The professors favored candidate is Tom Sawyer, a former congressman and onetime mayor of Akron. They hope Mr. Sawyer, a Democrat, will oust Deborah Owens Fink, a leading advocate of curriculum standards that encourage students to challenge the theory of evolution.
Elsewhere in Ohio, scientists have also been campaigning for candidates who support the teaching of evolution and have recruited at least one biologist from out of state to help.
Lawrence M. Krauss, a physicist at Case Western Reserve who organized the circulation of the letter, said almost 90 percent of the science faculty on campus this semester had signed it. The signers are anthropologists, biologists, chemists, geologists, physicists and psychologists.
The letter says
(Excerpt) Read more at nytimes.com ...
In socialist political speak, "scientists" = Democrats. Hitler was right.

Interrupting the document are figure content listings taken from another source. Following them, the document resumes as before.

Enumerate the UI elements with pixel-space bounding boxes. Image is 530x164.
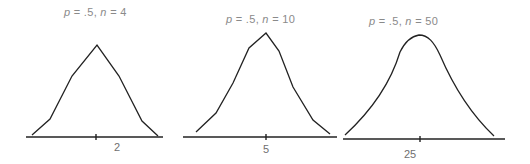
distribution-curve	[345, 35, 494, 136]
x-tick-label: 5	[263, 143, 269, 155]
n-value: = 4	[107, 6, 127, 18]
p-value: = .5,	[375, 15, 405, 27]
n-value: = 10	[269, 13, 295, 25]
n-value: = 50	[412, 15, 438, 27]
chart-title-n50: p = .5, n = 50	[369, 15, 438, 27]
chart-panel-n50	[343, 35, 505, 142]
x-tick-label: 25	[404, 148, 416, 160]
chart-title-n10: p = .5, n = 10	[226, 13, 295, 25]
p-value: = .5,	[232, 13, 262, 25]
chart-panel-n4	[26, 45, 163, 140]
chart-panel-n10	[183, 33, 337, 140]
x-tick-label: 2	[114, 141, 120, 153]
distribution-curve	[32, 45, 158, 136]
p-value: = .5,	[70, 6, 100, 18]
chart-title-n4: p = .5, n = 4	[64, 6, 127, 18]
distribution-curve	[196, 33, 330, 134]
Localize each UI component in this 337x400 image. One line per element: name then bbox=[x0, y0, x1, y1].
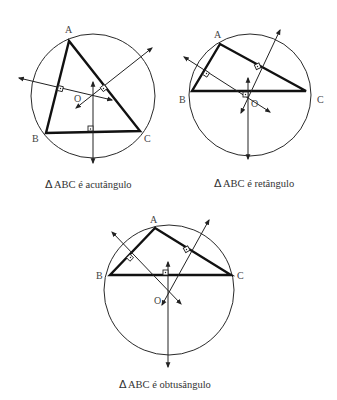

In this day and age, the word "scientists" SHOULD ALWAYS be in quotes!
Well, if the science university professors want high school graduates prepared to their standards, who would blame them? Thus their interest in the Board of Education.By the same token, divinity school professors could have a functionally identical, but opposite view.
exactly. These "scientists" have given up any pretence of impartiality. They wouldn't know the truth if if bit them on the toe.
Good for them! I'm glad to see members of the scientific community standing up for science education; it's sorely lacking in American schools...
Right. The line between science and politics has been removed. Everyone has an agenda and a need for government grants.
It sounds like a good endorsement.
Deborah Owens Fink, a leading advocate of curriculum standards that encourage students to challenge the theory of evolution...
standing in the way of scientific inquiry?
My AP Chem book was riddled with errors, and the teacher didn't have a clue--us in the front row ended up explaining everything to everyone else. AP bio at least had a good book but it was still quite behind the curve of research and I know of several other bio books that continue to perpetrate known falsehoods and even myths. Even the AP calc book had "proofs" which anyone with a sense of mathematical rigor could identify as fallacious. Non-AP classes were much worse. We made it through about three chapters in economics of an already subpar book and the only times the grossly incompetent teacher took to explaining anything she was wrong. Or maybe she just subscribed to the 'depressions and market collapse are good' category of thought with respect to federal interest rates.
So where is the outrage about this? Where is the public riposte against the numerous untruths I was taught as dogma in my public high school? There is none.
Face it, these guys don't care whether what is taught is right or not, they just care if there is a sticker on the book that says 'evolution is a theory.'
Right or wrong, they're just playing politics, exactly like everyone else who thinks that they should get a say in what school district teaches what.
Appearantly Tom Sawyer's "mind is for rent".
Working link here
Same with the word "expert" or the words "best science".l
Maybe they are tired of fundamentalists trying to force religion into science classes and are beginning to use the same political methods to fight back.
Maybe you fail to recognize 2 and 2 -- science which attacks the rights of religion (per majority) is not a conservative cause.